Five-year plans for the national economy of the Soviet Union
The five-year plans for the development of the national economy of the Soviet Union were multiple nationwide centralized economic plans in the Soviet Union, starting in the late 1920s.
In the end of 1920s, the USSR economy was sluggish, inefficient and mostly agrarian because of the New Economic Policy (NEP) was designed for the inherited agrarian economy of the former Russian Empire.
In 1929, Soviet head-of-state Joseph Stalin enacted the five year plans (known in Russian shortly as pyatiletka), along with the collectivization of the agricultural economy in order to accelerate the industrialization of the Soviet Union. This strategy consisted of stockpiling grain and selling (exporting) the excesses abroad to make money for the needed industrial equipment. This came at the cost of the Holodomor, a famine which killed several million people.
Five-year Plans For The National Economy Of The Soviet Union Media
Leon Trotsky was among the earliest Soviet figures that supported economic planning and decentralization but opposed the Stalinist model.
Statement from the Newspaper Pereslavl Week. The text reads:"Plan is law, fulfillment is duty, over-fulfillment is honor!". Here "duty" can also be interpreted as "obligation."
Large notice board with slogans about the 5-Year Plan in Moscow, Soviet Union (c. 1931) by traveler Branson DeCou. It reads like it's made by a state-run paper «Economics and Life» (Russian: Экономика и жизнь).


WORK REQUIRED:
The part below that opens with the line containing "Image is 868x444 pixels." and closes with the line containing "Image is 644x298 pixels." should be copied exactly, minus any pictures.

App and web page records:
----------------------------------------
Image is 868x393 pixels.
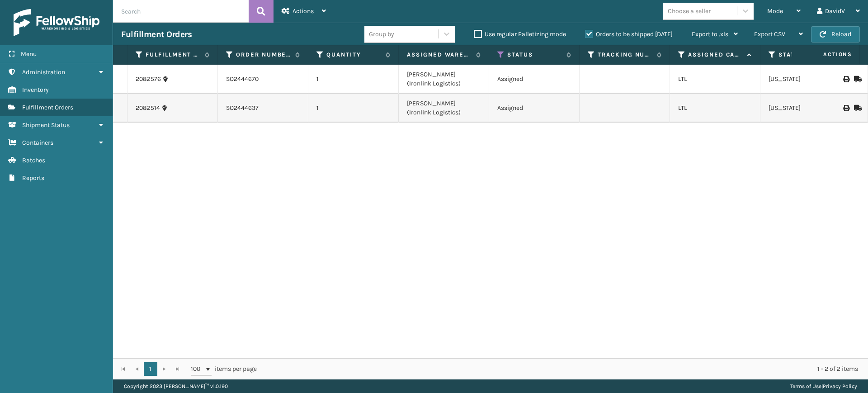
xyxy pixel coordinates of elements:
[22,139,53,146] span: Containers
[854,105,859,111] i: Mark as Shipped
[474,30,566,38] label: Use regular Palletizing mode
[854,76,859,83] i: Mark as Shipped
[191,362,256,375] span: items per page
[236,50,291,58] label: Order Number
[767,7,783,15] span: Mode
[585,30,673,38] label: Orders to be shipped [DATE]
[668,7,711,16] div: Choose a seller
[218,64,308,94] td: SO2444670
[22,86,49,94] span: Inventory
[754,30,785,38] span: Export CSV
[124,379,228,393] p: Copyright 2023 [PERSON_NAME]™ v 1.0.190
[22,174,45,182] span: Reports
[791,383,821,389] a: Terms of Use
[843,105,848,111] i: Print BOL
[399,94,490,123] td: [PERSON_NAME] (Ironlink Logistics)
[22,156,45,164] span: Batches
[399,64,490,94] td: [PERSON_NAME] (Ironlink Logistics)
[145,50,200,58] label: Fulfillment Order Id
[327,50,381,58] label: Quantity
[20,50,37,58] span: Menu
[507,50,562,58] label: Status
[598,50,652,58] label: Tracking Number
[791,379,857,393] div: |
[14,9,99,37] img: logo
[670,64,761,94] td: LTL
[369,29,395,39] div: Group by
[795,47,858,62] span: Actions
[144,362,157,375] a: 1
[270,365,858,373] div: 1 - 2 of 2 items
[218,94,308,123] td: SO2444637
[407,50,471,58] label: Assigned Warehouse
[292,7,313,15] span: Actions
[191,365,205,373] span: 100
[761,64,851,94] td: [US_STATE]
[490,64,579,94] td: Assigned
[761,94,851,123] td: [US_STATE]
[779,50,833,58] label: State
[688,50,743,58] label: Assigned Carrier Service
[136,104,160,112] a: 2082514
[823,383,857,389] a: Privacy Policy
[692,30,728,38] span: Export to .xls
[843,76,848,83] i: Print BOL
[22,104,73,111] span: Fulfillment Orders
[490,94,579,123] td: Assigned
[22,68,65,76] span: Administration
[670,94,761,123] td: LTL
[308,94,399,123] td: 1
[22,121,69,129] span: Shipment Status
[136,75,161,83] a: 2082576
[308,64,399,94] td: 1
[811,26,860,42] button: Reload
[121,29,191,39] h3: Fulfillment Orders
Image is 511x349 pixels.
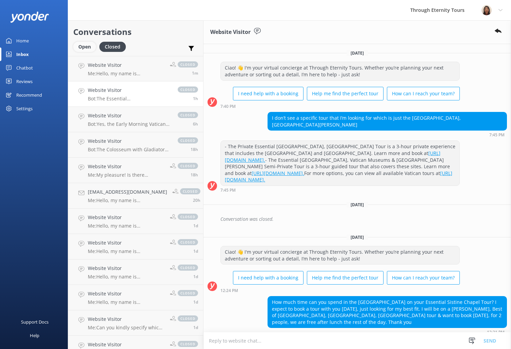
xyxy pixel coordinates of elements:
span: Aug 21 2025 12:40pm (UTC +02:00) Europe/Amsterdam [193,223,198,229]
button: Help me find the perfect tour [307,87,384,100]
span: closed [178,112,198,118]
div: Inbox [16,47,29,61]
span: closed [180,188,200,194]
strong: 12:31 PM [487,330,505,334]
div: Recommend [16,88,42,102]
button: I need help with a booking [233,271,304,285]
span: Aug 22 2025 07:24am (UTC +02:00) Europe/Amsterdam [193,121,198,127]
strong: 7:40 PM [221,104,236,109]
div: Open [73,42,96,52]
div: Aug 12 2025 07:45pm (UTC +02:00) Europe/Amsterdam [268,132,507,137]
a: Website VisitorMe:Can you kindly specify which dates you are looking to book for?closed1d [68,310,203,336]
h4: Website Visitor [88,341,165,348]
a: Website VisitorMe:Hello, my name is [PERSON_NAME] from Through Eternity Tours. Is there anything ... [68,209,203,234]
h4: Website Visitor [88,265,165,272]
div: Aug 22 2025 12:31pm (UTC +02:00) Europe/Amsterdam [268,330,507,334]
a: [URL][DOMAIN_NAME]. [252,170,304,176]
h4: Website Visitor [88,290,165,298]
p: Bot: The Essential [GEOGRAPHIC_DATA], Vatican Museums & [GEOGRAPHIC_DATA][PERSON_NAME] Semi-Priva... [88,96,171,102]
div: Home [16,34,29,47]
div: Support Docs [21,315,49,329]
span: Aug 21 2025 07:02pm (UTC +02:00) Europe/Amsterdam [191,172,198,178]
button: I need help with a booking [233,87,304,100]
span: closed [178,61,198,68]
div: Ciao! 👋 I'm your virtual concierge at Through Eternity Tours. Whether you’re planning your next a... [221,62,460,80]
h4: Website Visitor [88,163,165,170]
div: Aug 12 2025 07:45pm (UTC +02:00) Europe/Amsterdam [221,188,460,192]
a: Closed [99,43,129,50]
h4: [EMAIL_ADDRESS][DOMAIN_NAME] [88,188,167,196]
div: Settings [16,102,33,115]
h4: Website Visitor [88,137,171,145]
div: Conversation was closed. [221,213,507,225]
h4: Website Visitor [88,112,171,119]
span: closed [178,239,198,245]
span: closed [178,315,198,322]
a: Website VisitorMe:Hello, my name is [PERSON_NAME] from Through Eternity Tours. Thank you for your... [68,56,203,81]
button: How can I reach your team? [387,271,460,285]
p: Bot: The Colosseum with Gladiator Arena Floor, Forum and [GEOGRAPHIC_DATA] Semi-Private Tour is a... [88,147,171,153]
p: Me: Hello, my name is [PERSON_NAME] from Through Eternity Tours. I’m happy to help with your ques... [88,197,167,204]
div: I don’t see a specific tour that I’m looking for which is just the [GEOGRAPHIC_DATA], [GEOGRAPHIC... [268,112,507,130]
span: Aug 21 2025 04:52pm (UTC +02:00) Europe/Amsterdam [193,197,200,203]
h4: Website Visitor [88,239,165,247]
a: Website VisitorBot:Yes, the Early Morning Vatican with Sistine Chapel Semi-Private Tour and the P... [68,107,203,132]
div: Ciao! 👋 I'm your virtual concierge at Through Eternity Tours. Whether you’re planning your next a... [221,246,460,264]
p: Bot: Yes, the Early Morning Vatican with Sistine Chapel Semi-Private Tour and the Private Early M... [88,121,171,127]
p: Me: Hello, my name is [PERSON_NAME] from Through Eternity Tours. How can I assist you [DATE]? [88,299,165,305]
p: Me: Hello, my name is [PERSON_NAME] from Through Eternity Tours. Thank you for your question. Unf... [88,71,165,77]
a: [EMAIL_ADDRESS][DOMAIN_NAME]Me:Hello, my name is [PERSON_NAME] from Through Eternity Tours. I’m h... [68,183,203,209]
h4: Website Visitor [88,315,165,323]
span: closed [178,137,198,143]
p: Me: Hello, my name is [PERSON_NAME] from Through Eternity Tours. How can I assist you [DATE]? [88,248,165,254]
a: Website VisitorMe:Hello, my name is [PERSON_NAME] from Through Eternity Tours. How can I assist y... [68,234,203,260]
div: Aug 22 2025 12:24pm (UTC +02:00) Europe/Amsterdam [221,288,460,293]
span: [DATE] [347,234,368,240]
strong: 12:24 PM [221,289,238,293]
p: Me: My pleasure! Is there anything further I can assist you with? [88,172,165,178]
span: Aug 22 2025 12:31pm (UTC +02:00) Europe/Amsterdam [193,96,198,101]
span: Aug 21 2025 12:38pm (UTC +02:00) Europe/Amsterdam [193,299,198,305]
div: Closed [99,42,126,52]
div: Help [30,329,39,342]
span: [DATE] [347,50,368,56]
h2: Conversations [73,25,198,38]
span: Aug 22 2025 01:46pm (UTC +02:00) Europe/Amsterdam [192,70,198,76]
span: [DATE] [347,202,368,208]
button: Help me find the perfect tour [307,271,384,285]
div: 2025-08-13T11:23:22.570 [208,213,507,225]
span: closed [178,214,198,220]
span: closed [178,341,198,347]
span: Aug 21 2025 12:39pm (UTC +02:00) Europe/Amsterdam [193,248,198,254]
h4: Website Visitor [88,61,165,69]
p: Me: Hello, my name is [PERSON_NAME] from Through Eternity Tours. Is there anything further I can ... [88,223,165,229]
img: 725-1755267273.png [482,5,492,15]
span: Aug 21 2025 12:39pm (UTC +02:00) Europe/Amsterdam [193,274,198,280]
span: closed [178,265,198,271]
img: yonder-white-logo.png [10,12,49,23]
h4: Website Visitor [88,87,171,94]
h3: Website Visitor [210,28,251,37]
span: Aug 21 2025 12:38pm (UTC +02:00) Europe/Amsterdam [193,325,198,330]
p: Me: Hello, my name is [PERSON_NAME] from Through Eternity Tours. How can I assist you [DATE]? [88,274,165,280]
div: Chatbot [16,61,33,75]
div: Aug 12 2025 07:40pm (UTC +02:00) Europe/Amsterdam [221,104,460,109]
a: Website VisitorBot:The Colosseum with Gladiator Arena Floor, Forum and [GEOGRAPHIC_DATA] Semi-Pri... [68,132,203,158]
a: Open [73,43,99,50]
a: [URL][DOMAIN_NAME]. [225,170,453,183]
span: closed [178,163,198,169]
span: closed [178,290,198,296]
span: closed [178,87,198,93]
h4: Website Visitor [88,214,165,221]
button: How can I reach your team? [387,87,460,100]
a: Website VisitorMe:My pleasure! Is there anything further I can assist you with?closed18h [68,158,203,183]
a: Website VisitorBot:The Essential [GEOGRAPHIC_DATA], Vatican Museums & [GEOGRAPHIC_DATA][PERSON_NA... [68,81,203,107]
a: Website VisitorMe:Hello, my name is [PERSON_NAME] from Through Eternity Tours. How can I assist y... [68,260,203,285]
strong: 7:45 PM [221,188,236,192]
div: How much time can you spend in the [GEOGRAPHIC_DATA] on your Essential Sistine Chapel Tour? I exp... [268,296,507,328]
p: Me: Can you kindly specify which dates you are looking to book for? [88,325,165,331]
strong: 7:45 PM [490,133,505,137]
a: Website VisitorMe:Hello, my name is [PERSON_NAME] from Through Eternity Tours. How can I assist y... [68,285,203,310]
div: - The Private Essential [GEOGRAPHIC_DATA], [GEOGRAPHIC_DATA] Tour is a 3-hour private experience ... [221,141,460,186]
a: [URL][DOMAIN_NAME]. [225,150,441,163]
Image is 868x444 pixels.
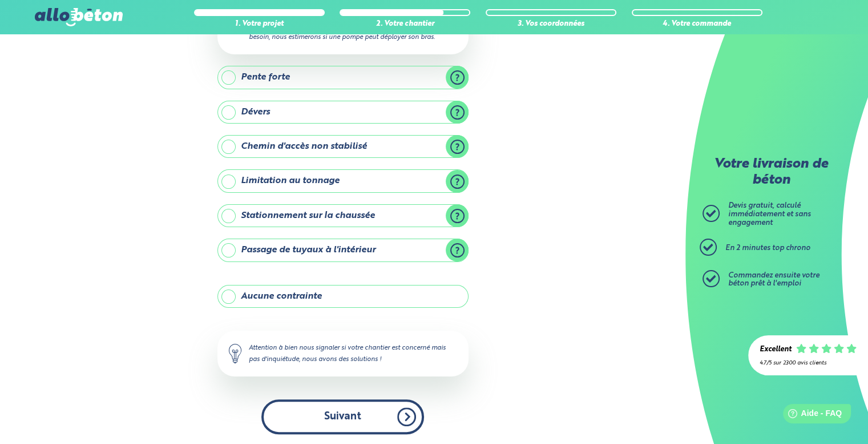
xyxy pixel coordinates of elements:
div: Attention à bien nous signaler si votre chantier est concerné mais pas d'inquiétude, nous avons d... [218,331,469,376]
span: Devis gratuit, calculé immédiatement et sans engagement [728,202,811,226]
div: 4.7/5 sur 2300 avis clients [760,359,857,366]
span: En 2 minutes top chrono [725,244,811,252]
div: 2. Votre chantier [340,20,470,29]
label: Dévers [218,101,469,124]
label: Limitation au tonnage [218,170,469,192]
div: 3. Vos coordonnées [486,20,617,29]
img: allobéton [35,8,123,27]
label: Chemin d'accès non stabilisé [218,135,469,158]
span: Commandez ensuite votre béton prêt à l'emploi [728,272,819,288]
label: Stationnement sur la chaussée [218,204,469,227]
p: Votre livraison de béton [705,156,837,188]
div: Excellent [760,345,792,353]
label: Passage de tuyaux à l'intérieur [218,238,469,261]
label: Aucune contrainte [218,285,469,308]
iframe: Help widget launcher [767,399,856,431]
label: Pente forte [218,66,469,89]
div: 1. Votre projet [194,20,325,29]
div: 4. Votre commande [632,20,762,29]
button: Suivant [262,399,424,434]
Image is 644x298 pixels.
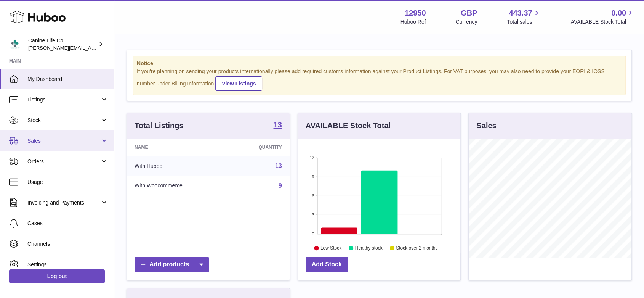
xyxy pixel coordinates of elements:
[9,39,20,50] img: kevin@clsgltd.co.uk
[9,270,105,283] a: Log out
[405,8,426,18] strong: 12950
[571,18,635,26] span: AVAILABLE Stock Total
[28,45,153,50] span: [PERSON_NAME][EMAIL_ADDRESS][DOMAIN_NAME]
[28,220,108,227] span: Cases
[28,240,108,248] span: Channels
[306,121,391,131] h3: AVAILABLE Stock Total
[356,245,383,251] text: Healthy stock
[312,194,314,198] text: 6
[28,75,108,83] span: My Dashboard
[28,96,100,104] span: Listings
[306,256,348,272] a: Add Stock
[28,199,100,206] span: Invoicing and Payments
[134,256,209,272] a: Add products
[28,117,100,124] span: Stock
[127,139,228,156] th: Name
[396,245,437,251] text: Stock over 2 months
[228,139,290,156] th: Quantity
[507,18,541,26] span: Total sales
[310,156,314,160] text: 12
[273,121,282,129] strong: 13
[134,121,184,131] h3: Total Listings
[456,18,478,26] div: Currency
[28,137,100,145] span: Sales
[127,176,228,196] td: With Woocommerce
[312,213,314,217] text: 3
[28,178,108,186] span: Usage
[612,8,626,18] span: 0.00
[28,261,108,268] span: Settings
[461,8,478,18] strong: GBP
[28,158,100,165] span: Orders
[571,8,635,26] a: 0.00 AVAILABLE Stock Total
[507,8,541,26] a: 443.37 Total sales
[28,37,97,51] div: Canine Life Co.
[312,232,314,236] text: 0
[312,175,314,179] text: 9
[401,18,426,26] div: Huboo Ref
[137,60,622,67] strong: Notice
[477,121,497,131] h3: Sales
[127,156,228,176] td: With Huboo
[137,68,622,91] div: If you're planning on sending your products internationally please add required customs informati...
[275,162,282,169] a: 13
[279,183,282,188] a: 9
[273,121,282,130] a: 13
[321,245,342,251] text: Low Stock
[215,76,262,91] a: View Listings
[509,8,532,18] span: 443.37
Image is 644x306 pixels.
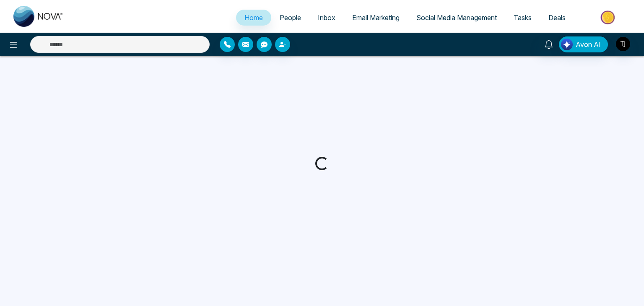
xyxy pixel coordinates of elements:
a: Email Marketing [344,10,408,25]
img: User Avatar [616,37,630,51]
span: Tasks [514,14,532,22]
span: Email Marketing [352,14,400,22]
img: Market-place.gif [578,8,639,27]
span: Home [245,14,263,22]
img: Lead Flow [561,39,573,50]
span: Deals [549,14,566,22]
span: Social Media Management [416,14,497,22]
img: Nova CRM Logo [14,6,64,27]
span: People [280,14,301,22]
button: Avon AI [559,36,608,53]
span: Inbox [318,14,335,22]
a: Inbox [309,10,344,25]
a: Social Media Management [408,10,505,25]
a: Deals [540,10,574,25]
a: Tasks [505,10,540,25]
a: Home [236,10,271,25]
a: People [271,10,309,25]
span: Avon AI [576,39,601,50]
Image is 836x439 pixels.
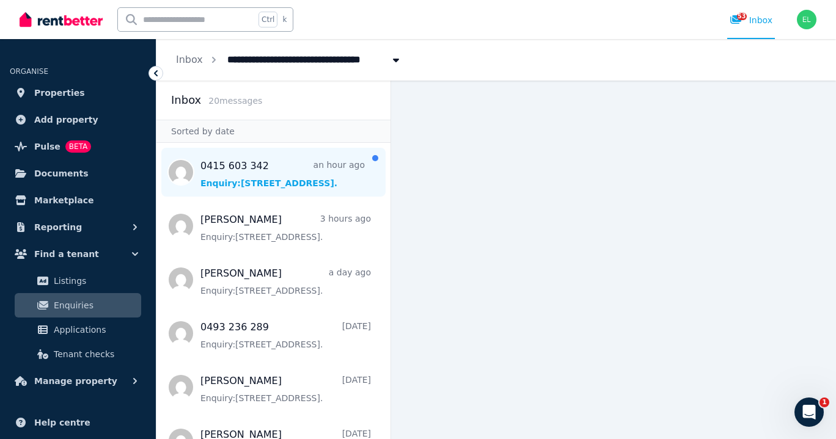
----------------------------------------
SOLUTION FOR THIS PROBLEM:
Image is 868x444 pixels.
xyxy pixel coordinates of elements:
div: Attention à bien nous signaler si votre chantier est concerné mais pas d'inquiétude, nous avons d... [218,331,469,376]
span: Devis gratuit, calculé immédiatement et sans engagement [728,202,811,226]
div: 4.7/5 sur 2300 avis clients [760,359,857,366]
span: En 2 minutes top chrono [725,244,811,252]
div: 2. Votre chantier [340,20,470,29]
label: Dévers [218,101,469,124]
label: Limitation au tonnage [218,170,469,192]
div: 3. Vos coordonnées [486,20,617,29]
img: allobéton [35,8,123,27]
label: Chemin d'accès non stabilisé [218,135,469,158]
span: Commandez ensuite votre béton prêt à l'emploi [728,272,819,288]
label: Stationnement sur la chaussée [218,204,469,227]
p: Votre livraison de béton [705,156,837,188]
div: Excellent [760,345,792,353]
label: Passage de tuyaux à l'intérieur [218,238,469,261]
label: Aucune contrainte [218,285,469,308]
iframe: Help widget launcher [767,399,856,431]
label: Pente forte [218,66,469,89]
div: 1. Votre projet [194,20,325,29]
div: 4. Votre commande [632,20,762,29]
button: Suivant [262,399,424,434]
Image is 644x298 pixels.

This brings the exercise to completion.